Redcode looks very similar to the assembly language of many modern microprocessors. A DAT #0 instruction indicates the number 0 stored as the datum at that location in memory. This instruction is itself encoded as 0 and is not executable - an attempt to execute this instruction leads to the death of a warrior. So the warrior shown above (called "Dwarf", a classic Core War warrior) bombs every fourth location in the core in the hopes of fatally wounding an opponent. Note that Core War only supports relative addressing and @ represents indirect addressing (the location pointed to contains a pointer to the final location). More details, including a tutorial for beginners, are available in the ZINC User Manual as well as on sites like www.koth.org and www.corewar.info. There is also an active USENET newsgroup rec.games.corewar for Core War enthusiasts.
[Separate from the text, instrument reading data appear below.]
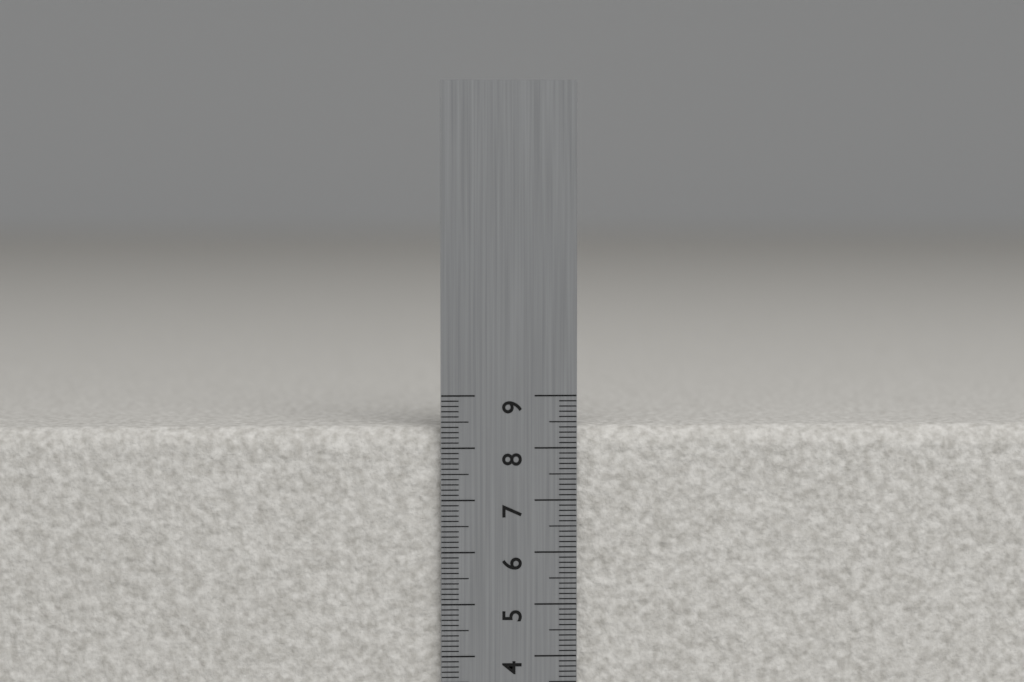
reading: 8.4 cm
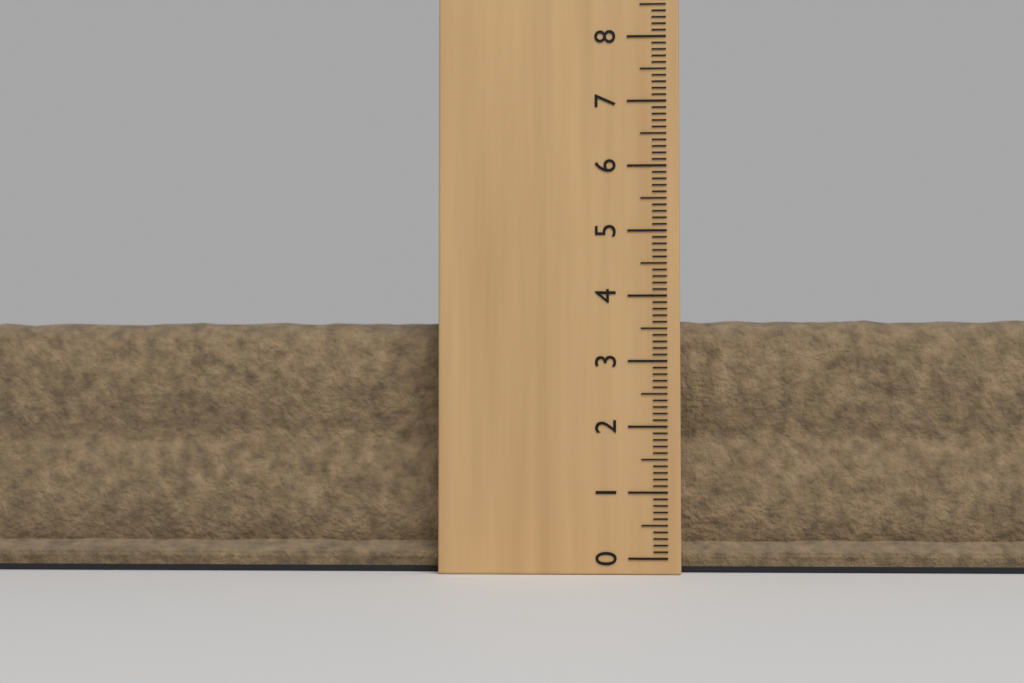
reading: 3.7 (no unit)
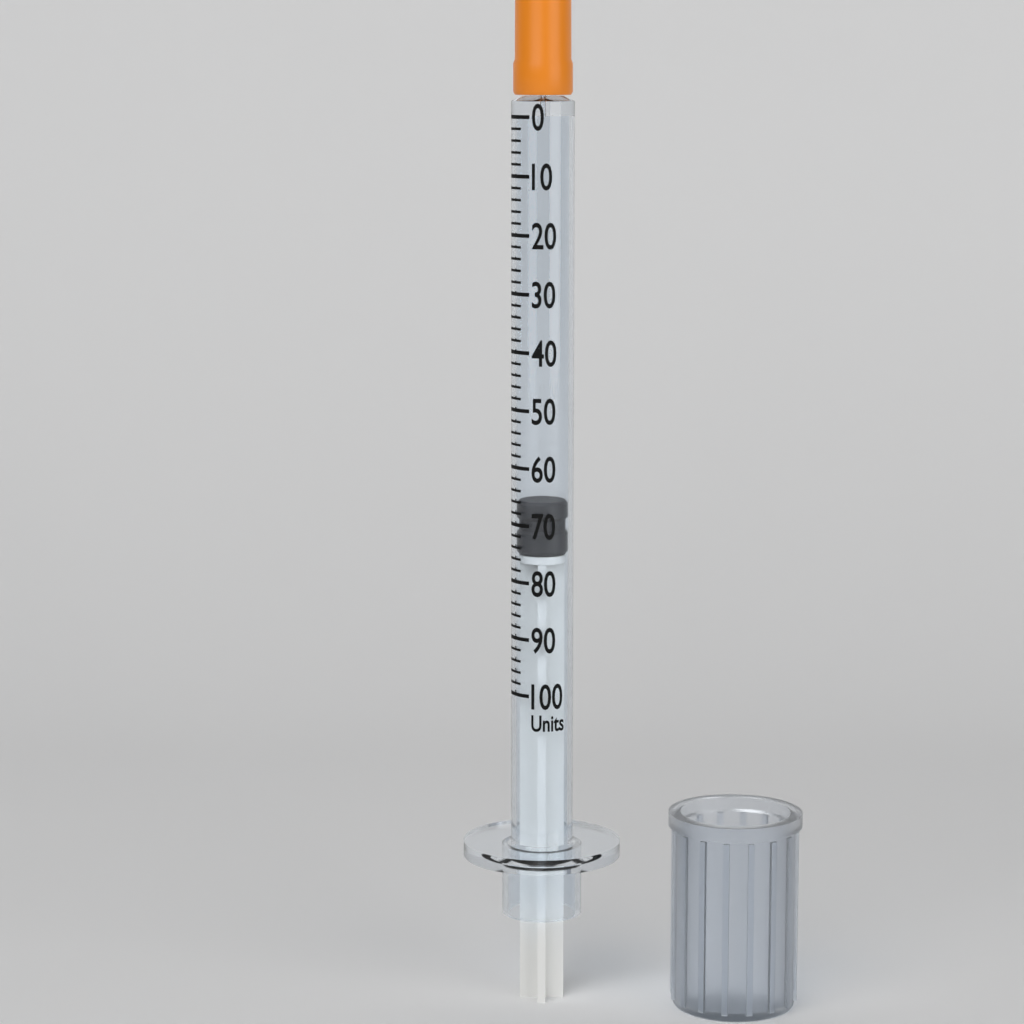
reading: 66 units
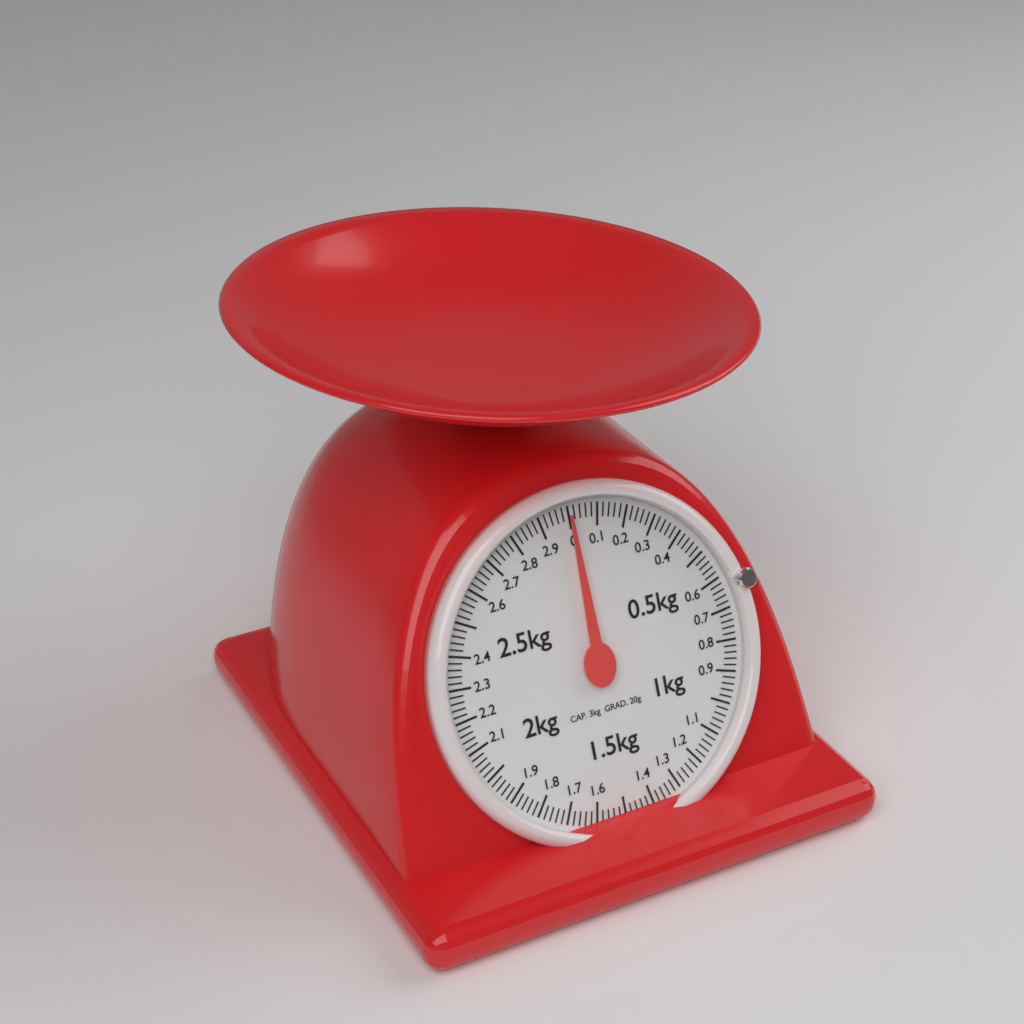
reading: 0.00 kg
ZINC is currently at version 0.1 and is Free Software released under the GNU General Public Licence (GPL).


By the way, I expect to receive a lot of flame for my decision to not recognise TAB characters as whitespace in the Redcode dialect implemented by ZINC.

(Originally posted on Advogato.)

2006-03-28

Tatjana van Vark

Tatjana van Vark looks like an amazing Dutch inventor and machinist. Just look at her works and you'll know what I mean. My favourites were the oscilloscope that she created when she was just 14 years old and an Enigma-like "Coding Machine". I just wish they had put up some more information about the devices than just the pictures. Another of those humbling experiences for yours truly.

(Originally posted on Advogato.)

2006-03-27

Miscellaneous

Steve Yegge is now on Blogger for those of you who can't seem to have enough of his rants.


Ranjit Madampath pointed me to a rather hilarious entry on Frameworks in the Joel on Software discussion group.


Planet Scheme used to be available as planet-scheme.yi.org, but it seems to be dead now. I used to like reading the aggregated weblogs of a lot of smart Scheme hackers, the weblog of Jose Antonio Ortega Ruiz in particular.